The first responder tried to pull the injured man from the burning vehicle, but that effort was also initially unsuccessful.
“I finally coaxed him into the back so I could lift him out,” he continued. “I couldn’t pick him up, he was at such an awkward angle, and there was an oil fire in the engine compartment. I was starting to panic but I didn’t want to give up.”
Finally, an unidentified bystander left three children in his car and raced down the embankment to help.
“I was going to go get my fire extinguisher out of the truck when I heard a big sound,” Frisco said. “I looked, and the other guy — I think his name was Terrance — had filled his hardhat with water and thrown it on the fire.”

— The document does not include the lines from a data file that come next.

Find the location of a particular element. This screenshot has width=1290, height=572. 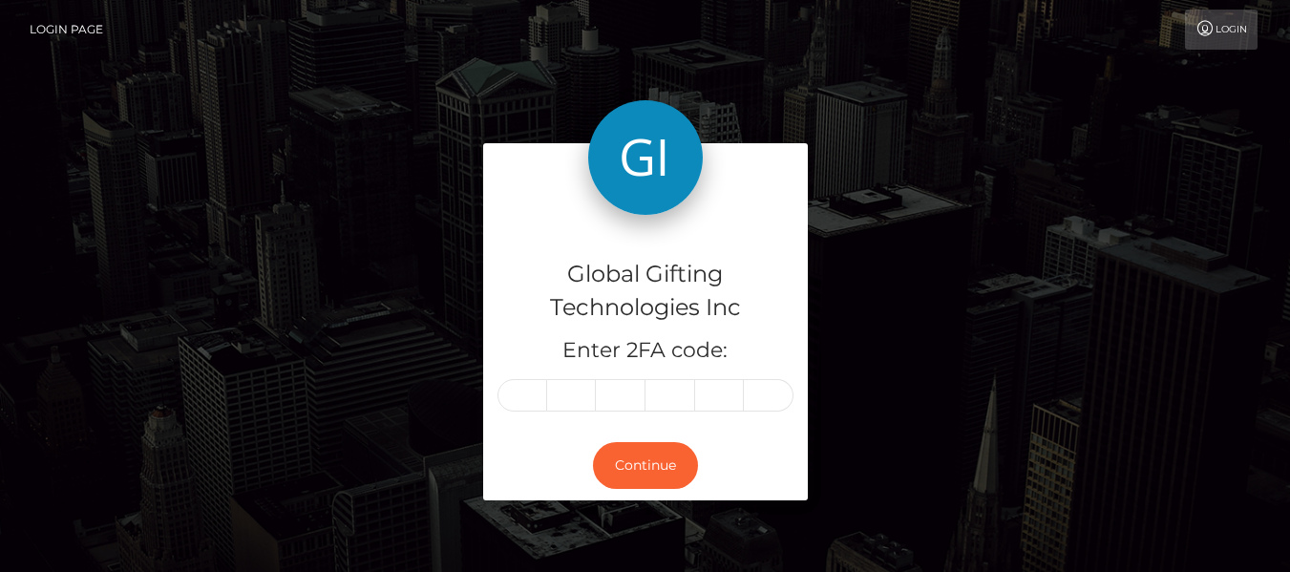

a: Login Page is located at coordinates (66, 30).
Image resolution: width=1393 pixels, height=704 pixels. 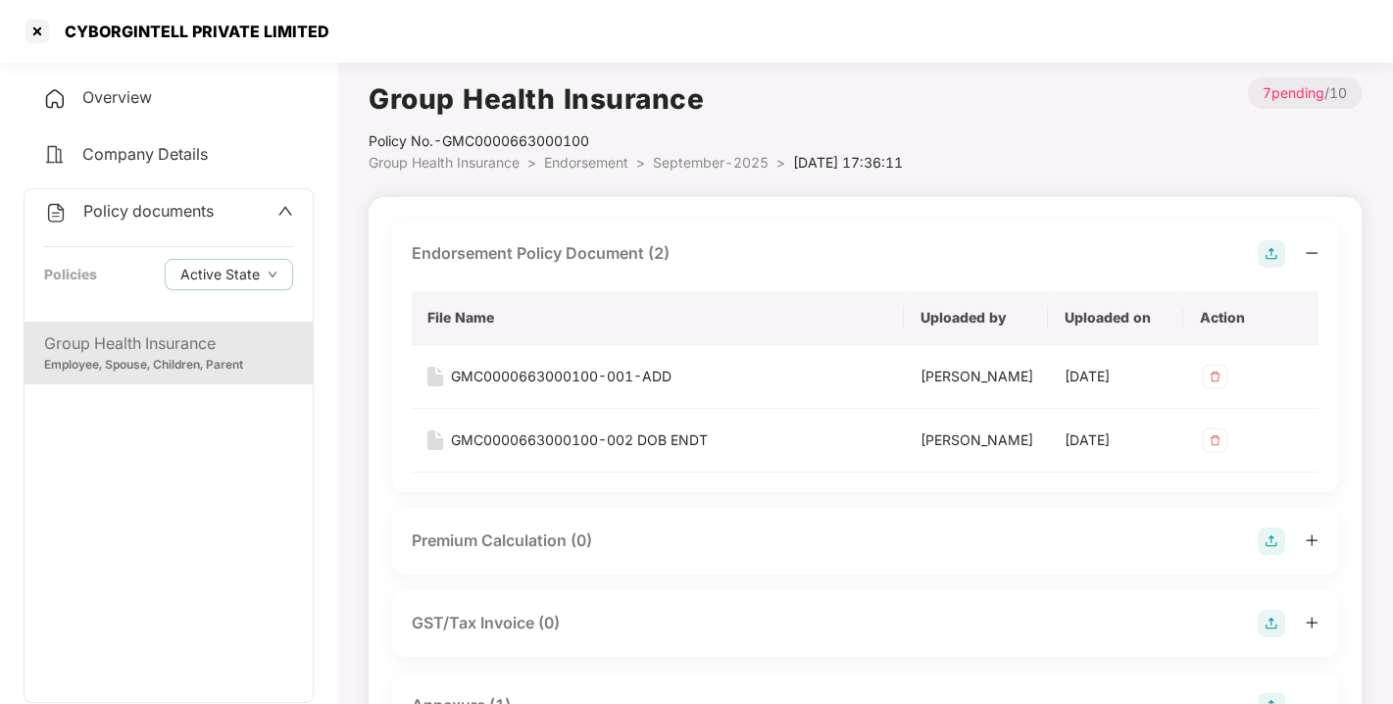 What do you see at coordinates (220, 275) in the screenshot?
I see `span: Active State` at bounding box center [220, 275].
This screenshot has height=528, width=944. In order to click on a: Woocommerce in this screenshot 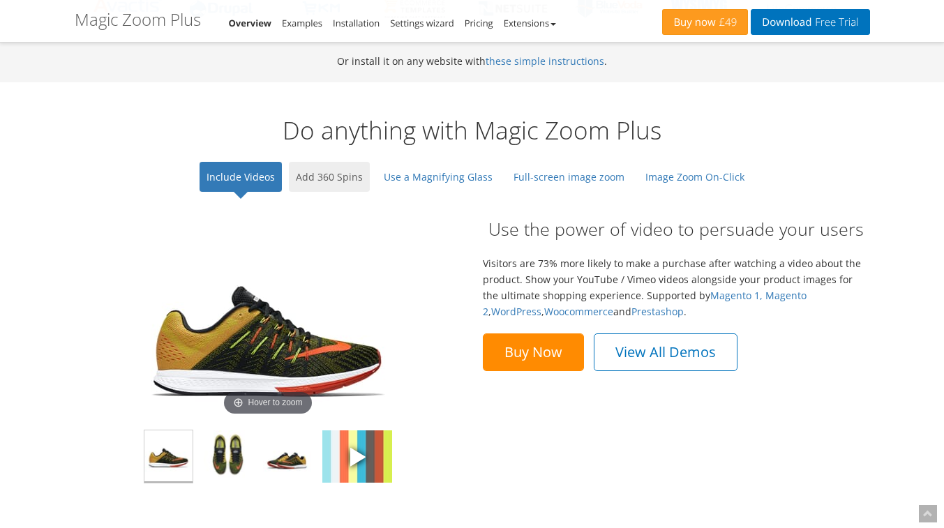, I will do `click(578, 311)`.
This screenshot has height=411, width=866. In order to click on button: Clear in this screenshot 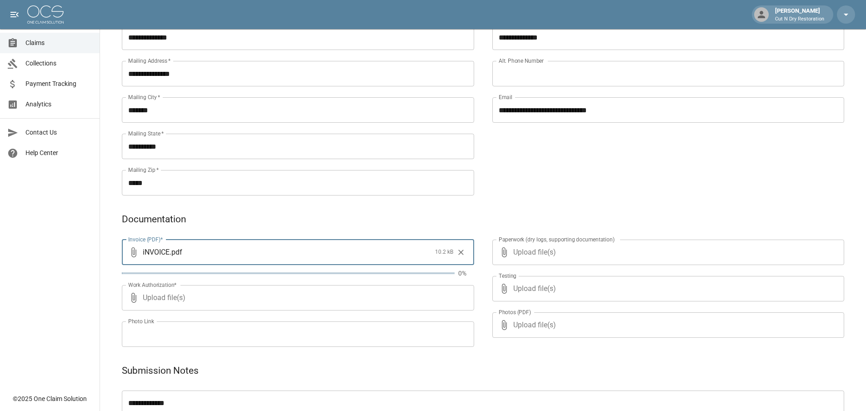, I will do `click(461, 252)`.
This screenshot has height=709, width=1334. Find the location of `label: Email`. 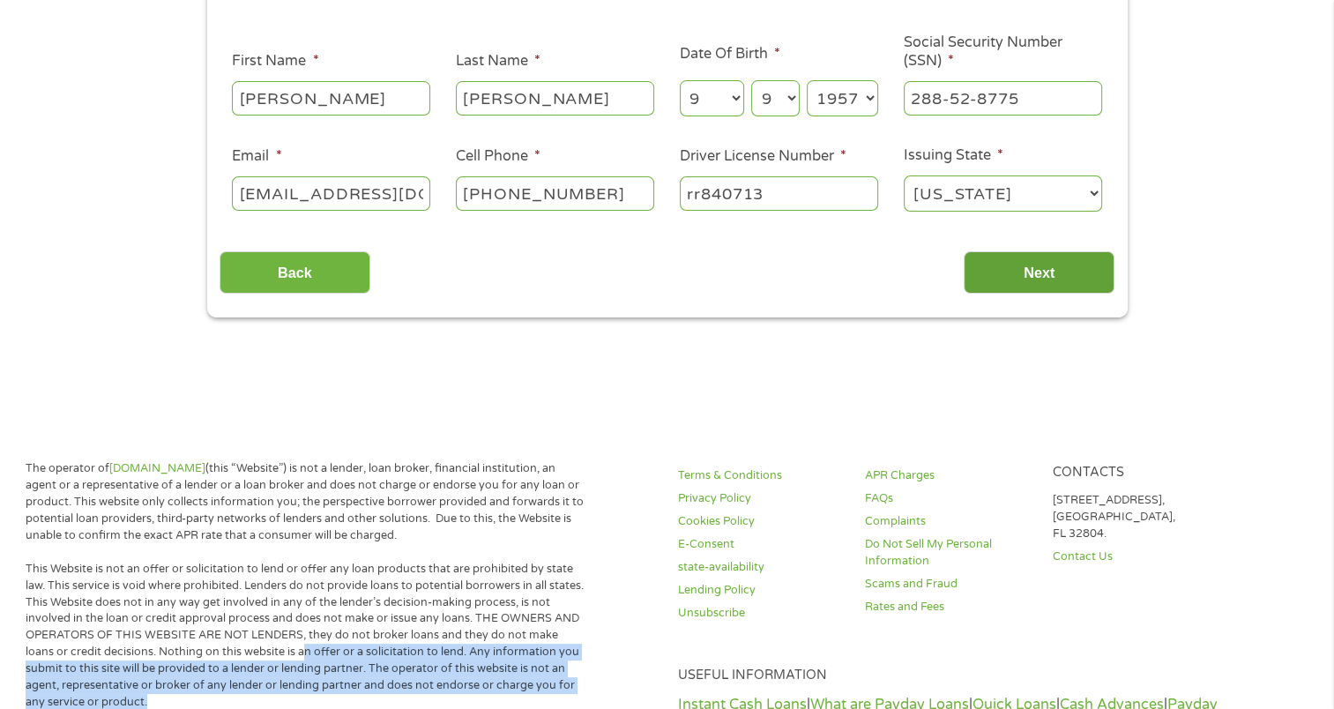

label: Email is located at coordinates (257, 156).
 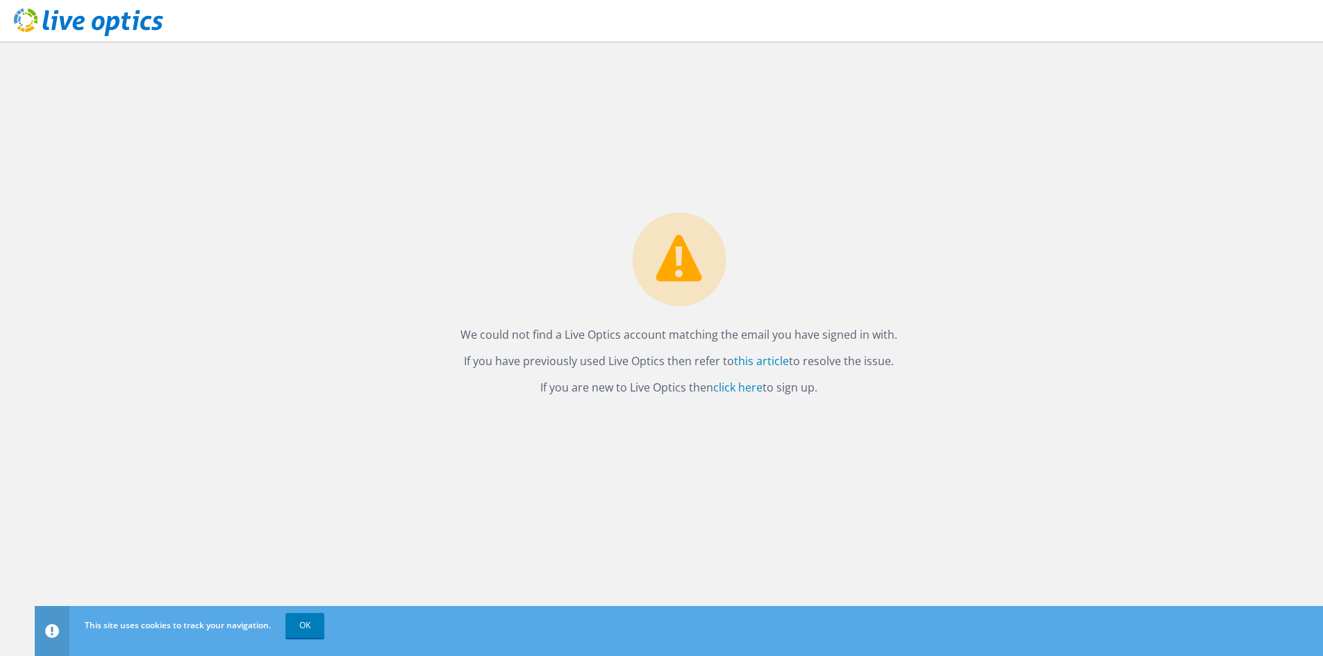 I want to click on span: This site uses cookies to track your navigation., so click(x=178, y=625).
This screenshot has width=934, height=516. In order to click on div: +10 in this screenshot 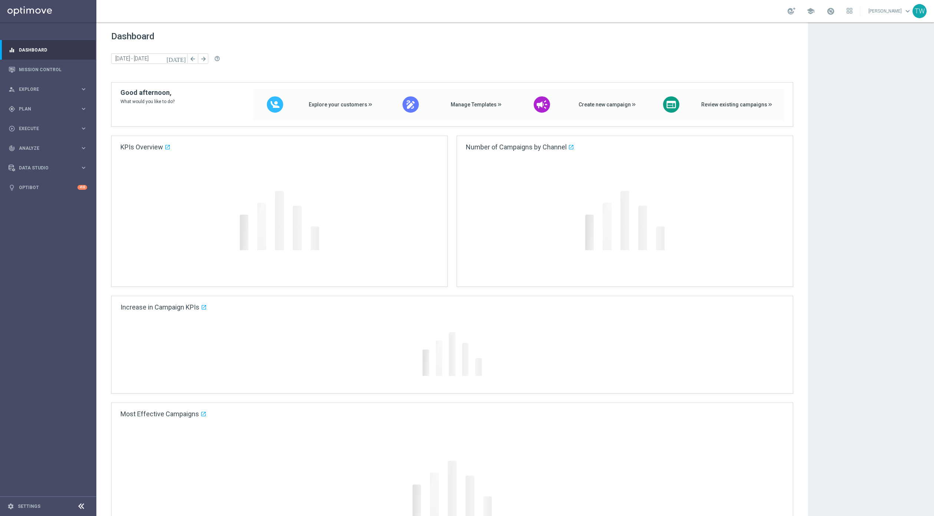, I will do `click(82, 187)`.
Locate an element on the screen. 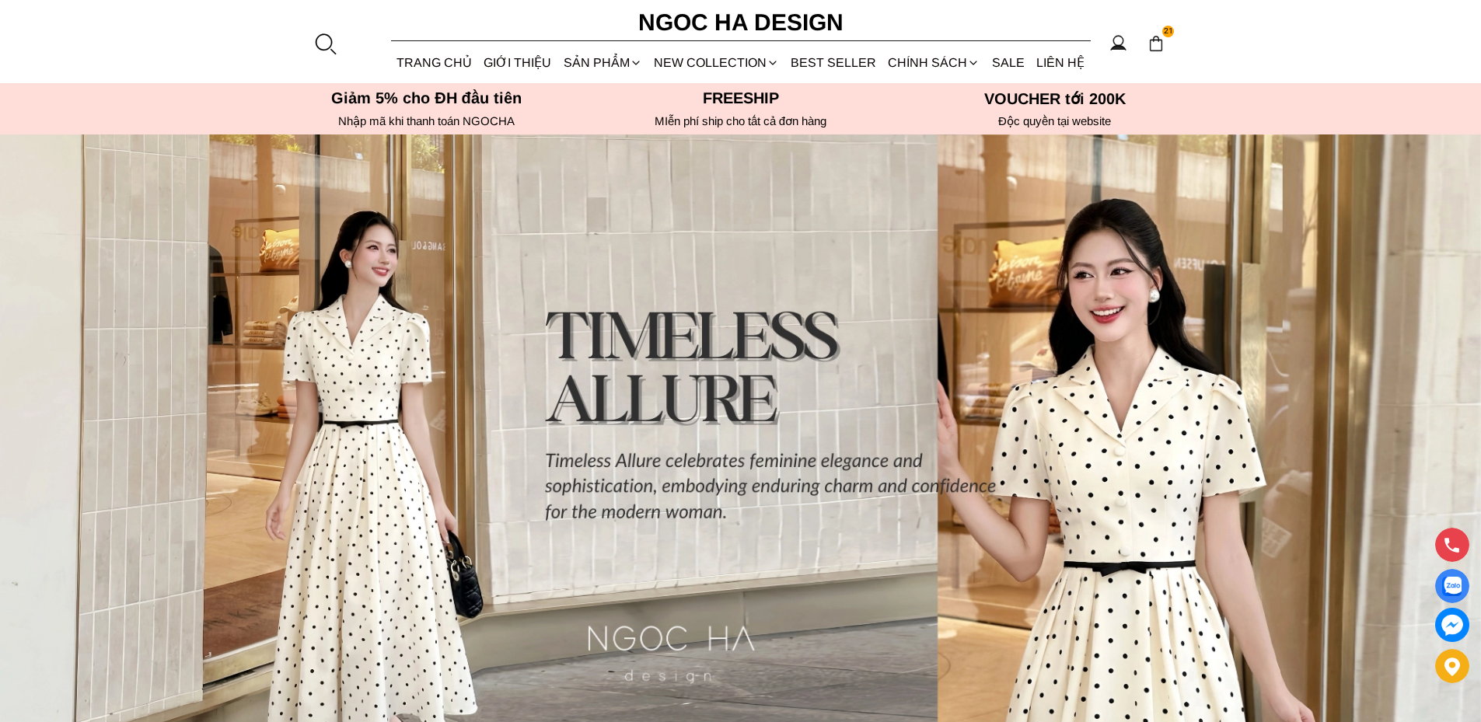 The height and width of the screenshot is (722, 1481). span: 21 is located at coordinates (1169, 32).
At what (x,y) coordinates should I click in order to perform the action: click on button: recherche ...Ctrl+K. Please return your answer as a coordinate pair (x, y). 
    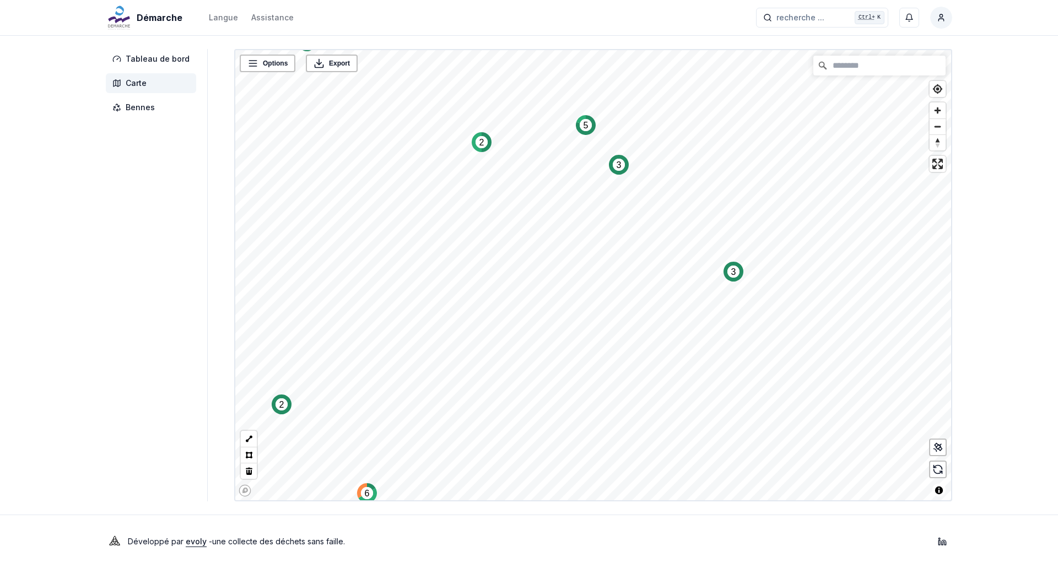
    Looking at the image, I should click on (822, 18).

That, along with the rain, extinguished the flames.
Alabama State Troopers determined that Cunningham was coming off the northbound I-65 exit ramp (54) and did not yield to Crook, who was headed north on Jack Springs Road. Official reports show that “Unit 1 (the Dodge 1500) struck Unit 2 (the GMC) and Unit 2 did not contribute to the crash.”
Jerry Gehman, who is a captain with NVFD, praised his son’s actions, pointing out that the lessons learned by a firefighter-first responder (Frisco is a Certified Emergency Care Provider) remain ingrained in that person’s mind.
“He had no fire equipment, and he did the job without any help, or with hardly any help,” Jerry said. “His skills came into play. When you learn it, you can’t forget it.”
Frisco, who has been a fireman for “about 11 years,” shrugged off the “hero” label, saying simply that he was put where he needed to be, when he needed to be there, just like when the child was drowning last year.
“Rolin Construction’s printer was struck by lightning, and I went in early to fix that,” he explained. “If that had not happened, I wouldn’t have been there. God has perfect timing.”